**PROBLEM TO SOLVE**
Word for word, please restate the line that contains "What do you see at coordinates (549, 55)" and all lines after it through the end of the material, minus the pictures.
————
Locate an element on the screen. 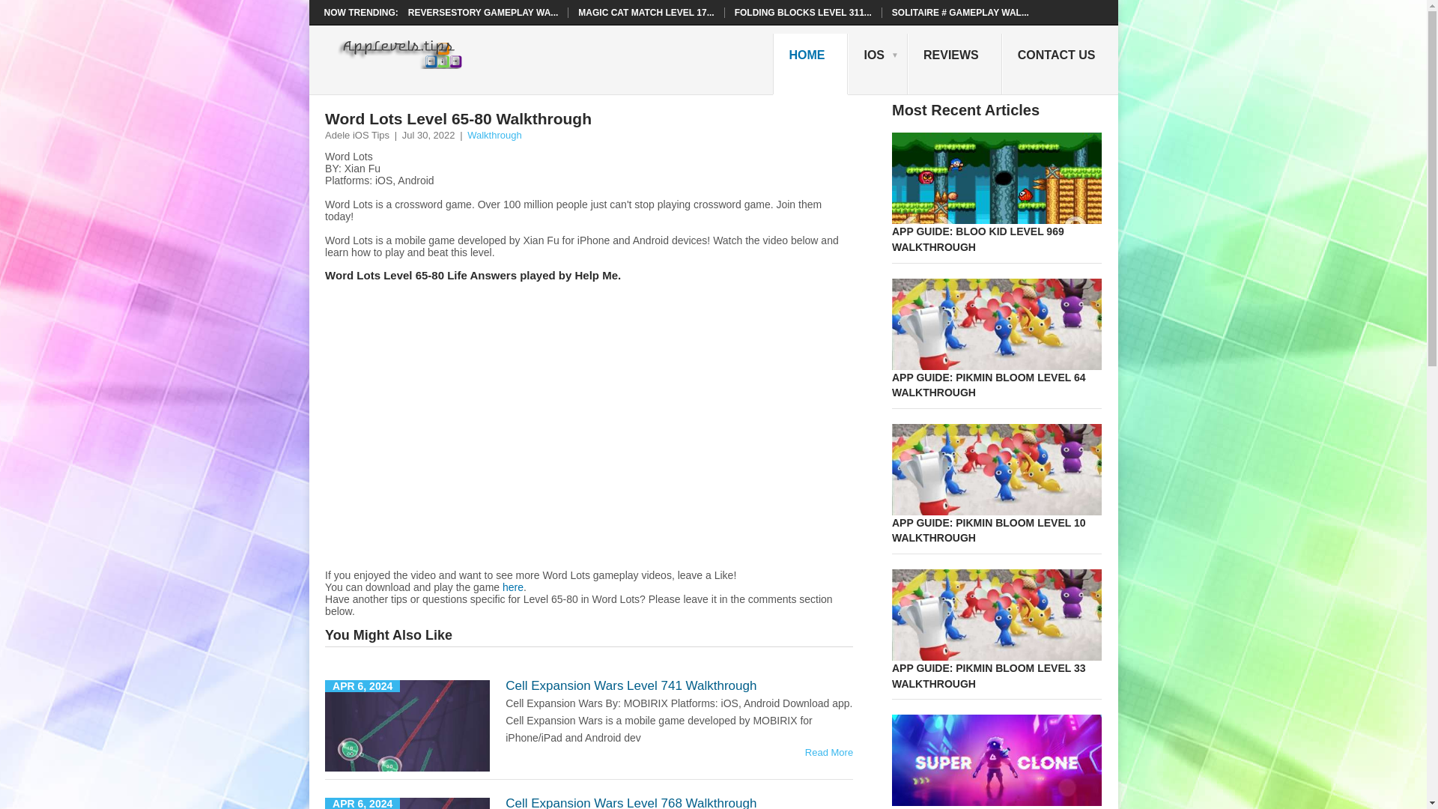 This screenshot has width=1438, height=809. REVIEWS is located at coordinates (954, 64).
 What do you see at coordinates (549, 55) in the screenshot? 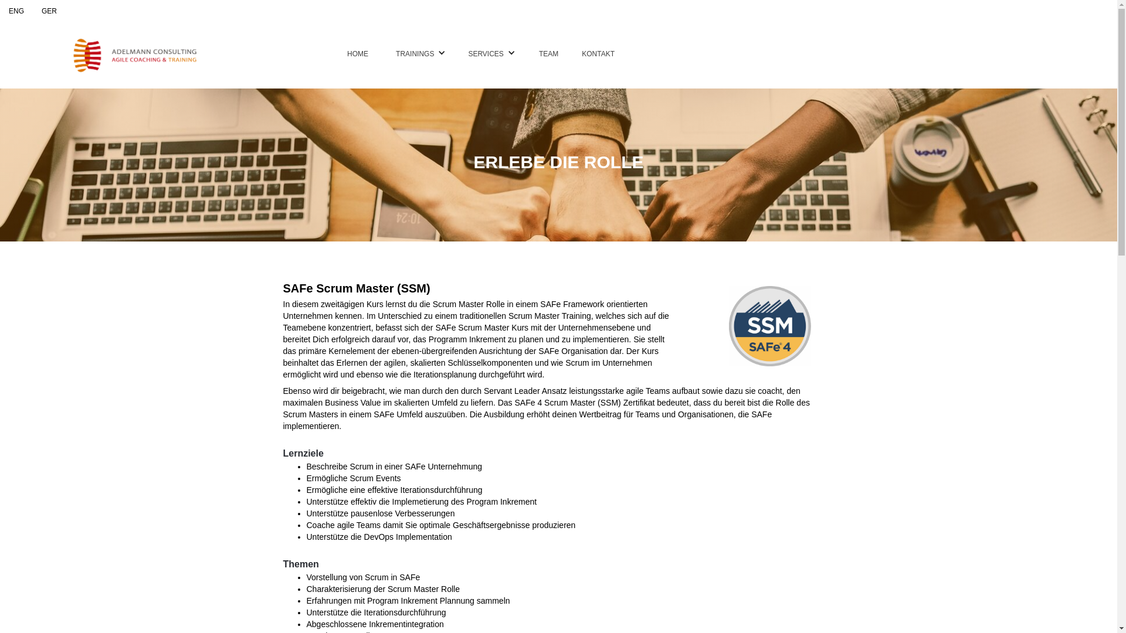
I see `TEAM` at bounding box center [549, 55].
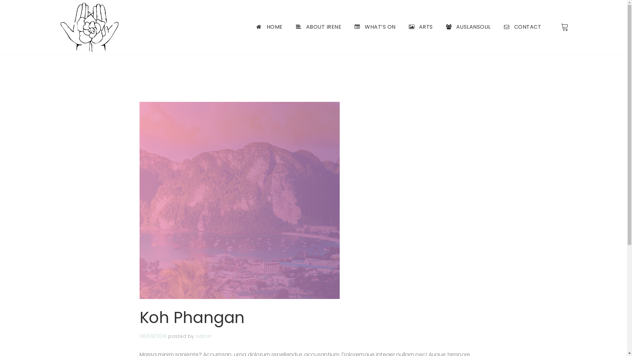 Image resolution: width=632 pixels, height=356 pixels. What do you see at coordinates (192, 317) in the screenshot?
I see `Koh Phangan` at bounding box center [192, 317].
————
**EXPECTED OUTPUT**
 What do you see at coordinates (549, 55) in the screenshot? 
I see `TEAM` at bounding box center [549, 55].
 Image resolution: width=632 pixels, height=356 pixels. What do you see at coordinates (192, 317) in the screenshot?
I see `Koh Phangan` at bounding box center [192, 317].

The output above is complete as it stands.